ProxMox - An Open Source Data Center Platform

by Ostatic Staff - Apr. 10, 2013

My journey in finding the best platform for web scale applications has brought me to ProxMox, an open source virtual environment that combines OpenVZ containers and KVM virtualization in a single pane of glass. ProxMox has the best balance between management and performance optimization using containers. We spent today bringing up a four node cluster, and it was dead easy.

I love the architectural concept of containers. They allow you to slice up a single hardware server into multiple, independent environments, while still allowing full access to the hardware. It is not really virtualization, because none of the hardware resources are virtualized like they are with KVM or VMware. The ProxMox management layer is actually a base install of Debian running a modified OpenVZ Red Hat kernel. The base install weighs in at right around 1GB, and is so thin that there is only a 1-3% processing overhead incurred.

Installing ProxMox is quick and easy, but be warned that this is not “nanny-ware”. ProxMox expects that if you say you want to install, you understand that everything on the disk that you are installing to is going to be wiped out. Do not boot the installer with the idea that you will be able to save any data, not going to happen. That being said, there are only four or five steps in the installer: choose your time zone, set the password, select the install location, set the IP address and you are off to the races. After install, we logged in as root to run apt-get update; apt-get upgrade; apt-get dist-upgrade (as you do), rebooted, and ran one command to join each host to the cluster: pvecm add <ip address of first node>

One of the most interesting points about ProxMox’s management model is that it is distributed evenly among all the hosts in the cluster. ProxMox is managed through a very light and responsive web interface. After install, point your browser to the hostname and you should be able to log in with your root password. The interesting point is that you can log into any host in the cluster to manage the entire cluster. This is because all of the information about the cluster is shared with each host, so there is no separate management server that needs to be installed.

The feature list for ProxMox is fairly impressive:

  • High performance and scalability
  • Full Virtualization - KVM
  • Live Snapshots
  • OS Virtualization - OpenVZ
  • Live Migration
  • Open Source
  • High Availability Cluster
  • RESTful web API
  • Proxmox Cluster file system
  • Rich web app for Management
  • Backup and Restore
  • Role-based Administration
  • Multiple Authentication sources
  • Network Model
  • Storage Model

However, the most impressive feature from my perspective is ProxMox’s ability to manage the limits of each container on the fly. For example, if one container is struggling to keep up with the load, you could add more CPU power to that container. Similarly, if a container needs more (or less!) disk space or memory, each can be modified on the fly without rebooting the environment. The limits work the other way too. If one container is using too much CPU, you can limit it to an arbitrary amount that will give it enough to keep going without impacting the other containers on the machine. Coming from a VMware environment, this is a welcome change.

I’ve just scratched the surface of what we have planned for ProxMox. I tend to be conservative with the technology that I recommend to advance to production status in the data center, so we will be taking the evaluation period with ProxMox slow and steady. But based on my experiences so far, and it’s performance in preproduction for the past two years, I’m expecting it to be a success.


_Task objective_.
Please retype every record exactly as it appears, omitting the pictures.

─── Records to process ───

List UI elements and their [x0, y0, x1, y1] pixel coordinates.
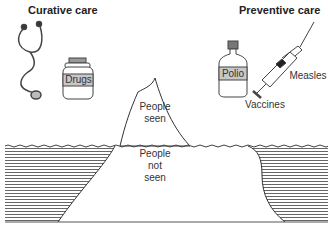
polio-label: Polio — [219, 68, 247, 80]
curative-care-title: Curative care — [28, 4, 98, 16]
syringe-icon — [253, 22, 314, 98]
preventive-care-title: Preventive care — [239, 4, 320, 16]
stethoscope-icon — [19, 22, 42, 100]
people-seen-label: People seen — [130, 101, 180, 125]
vaccines-label: Vaccines — [240, 99, 290, 111]
drugs-label: Drugs — [64, 74, 93, 86]
measles-label: Measles — [288, 70, 328, 82]
people-not-seen-label: People not seen — [130, 148, 180, 184]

───

_Result below_.
List UI elements and their [x0, y0, x1, y1] pixel coordinates.
polio-label: Polio — [219, 68, 247, 80]
curative-care-title: Curative care — [28, 4, 98, 16]
syringe-icon — [253, 22, 314, 98]
preventive-care-title: Preventive care — [239, 4, 320, 16]
stethoscope-icon — [19, 22, 42, 100]
people-seen-label: People seen — [130, 101, 180, 125]
vaccines-label: Vaccines — [240, 99, 290, 111]
drugs-label: Drugs — [64, 74, 93, 86]
measles-label: Measles — [288, 70, 328, 82]
people-not-seen-label: People not seen — [130, 148, 180, 184]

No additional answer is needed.